Well, if you had a lot of cards listed with very high values, in very good condition or better, AND you found a buyer, you could make big bucks.

But in reality not every collector is interested in all those cards. Or, you just have not connected yet. This is a reason why baseball card collecting is most often seen as a long-term investment, because how much you make most certainly can be tied to how much energy you put into finding buyers. Marketing takes time (and money).

Baseball and Sports Cards vs. Stock Market

Compared with more traditional investing platforms like the stock market, baseball cards do not hold a tangible value, e.g. the value when first released for public sale by the manufacturer. In that sense, the same worries involved with cryptocurrency apply to baseball cards: in hand, the items hold no value. (Ever touched a bitcoin?).

Additionally, baseball card values change, and not for business or economic reasons like publicly traded companies. For stocks, investors generally can see when a company is going downhill.

With baseball cards, big values can disappear overnight. This occurred with a lot of early cards of superstars like Barry Bonds or Sammy Sosa, once steroid use became very public. They broke records, prices for their cards soared, then the records were tainted by the illegal drug use allegations.

Which makes diversifying your collection probably more important with baseball cards than with stocks. Avoid overloading too much investment into a single brand or season, for instance, because down the road either could be somehow marred. For instance, for a set you liked when first released, the next year it was revealed that the manufacturer overprinted the set, meaning more cards available and lower prices.

Try to gather cards of different players, from differing series (pre-1980), or seasons, or types of cards like the minis produced in 1975. Maybe focus on getting cards in the best condition during years when it’s hard to find mint cards (like Topps 1975).

For big investments, carefully get rookie cards, error cards, or those with autographs. Basically, rare things to find.

The online world changed baseball card collecting dramatically, and you can purchase almost any card or set on eBay, or other selling sites like Amazon. Big cities might even have old-fashioned retail baseball card shops.

Best Trading Cards to Collect for Profit

Rookie cards, or the very first card printed for a particular future star, are the most sought after and valuable. This is true for trading cards with all the major sports, baseball, football, basketball, and hockey.

After that, it’s usually cards that are either printed in error, or had some story as to why only a certain number were printed in the first place. For the former it could be a spelling error that was corrected when found, resulting in a very small amount of the original to be found.

The latter is the reason for the most-valuable baseball card ever, the Honus Wagner card produced by the American Tobacco Company from 1909 to 1911 ~ commonly called the T206 Honus Wagner card.

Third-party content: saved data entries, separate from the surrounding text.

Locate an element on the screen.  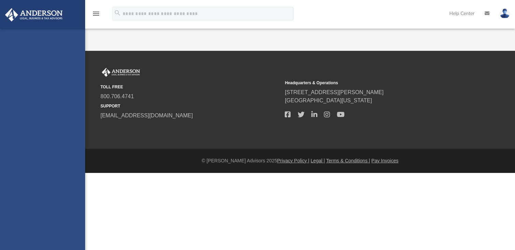
a: 800.706.4741 is located at coordinates (117, 96). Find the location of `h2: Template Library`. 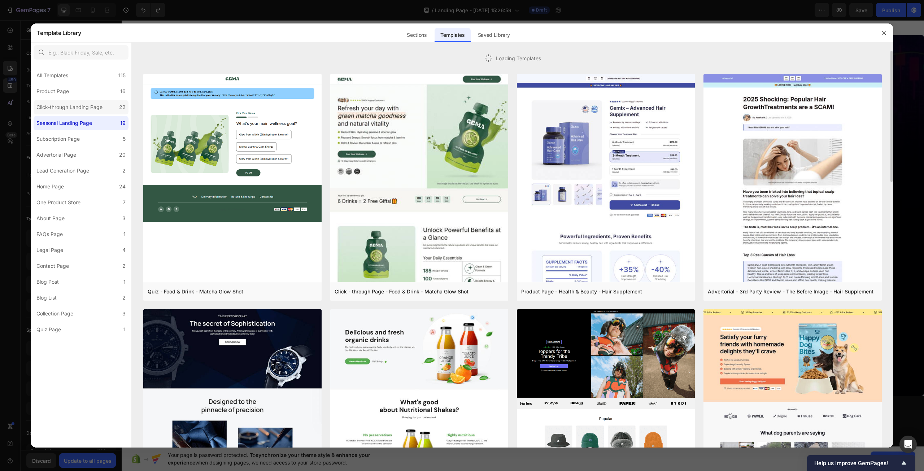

In 2022, a Wagner T206 graded 3 (out of 10) by SGC sold for a record $7.25 million. The sale broke the previous record, also for a T206 (though a different version graded only a 2 SGC), for $6.606, in 2021.

The card company was able to put out only a few for sale before it ceased producing the Wagner card ~ either in a dispute over payment, or because Wagner was not a tobacco user and did not want to be associated with promoting it. It is estimated that only 50 to 200 versions of the T-206 exist ~ and most in terrible condition.